> java -version
java version "1.6.0"
Java(TM) SE Runtime Environment (build pxa6460sr3ifix-20090218_02(SR3+IZ43791+IZ43798)) IBM J9 VM (build 2.4, J2RE 1.6.0 IBM J9 2.4 Linux amd64-64 jvmxa6460-20081105_25433 (JIT enabled, AOT enabled)
J9VM - 20081105_025433_LHdSMr
JIT  - r9_20081031_1330
GC   - 20081027_AB)
JCL  - 20090218_01

A question regarding to optimizing the index:
As of SOLR 3.X we encountered massive performance improvements with facettet queries after optimizing an index. So we once started optimizing the indexes on a daily basis.
With SOLR 4.X and the new index-format that is not true anymore?

Btw: The checkIndex failed with 'java.io.FileNotFoundException:', I guess because I did not stopped the tomcat while checking. So SOLR created, merged and deleted some segments while checking.

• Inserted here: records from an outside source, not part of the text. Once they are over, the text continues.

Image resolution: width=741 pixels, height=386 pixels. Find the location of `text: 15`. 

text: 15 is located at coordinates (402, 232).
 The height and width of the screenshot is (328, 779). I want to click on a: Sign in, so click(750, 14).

I will restart the check after stoppimg SOLR.

Kind regards
Ralf Matulat


Which version of Java are you using?

That root cause exception is somewhat spooky: it's in the
ByteBufferIndexCode that handles an "UnderflowException", ie when a
small (maybe a few hundred bytes) read happens to span the 1 GB page
boundary, and specifically the exception happens on the final read
(curBuf.get(b, offset, len)).  Such page-spanning reads are very rare.

The code looks fine to me though, and it's hard to explain how NPE (b
= null) could happen: that byte array is allocated in the
Lucene41PostingsReader.BlockDocsAndPositionsEnum class's ctor: encoded
= new byte[MAX_ENCODED_SIZE].

Separately, you really should not have to optimize daily, if ever.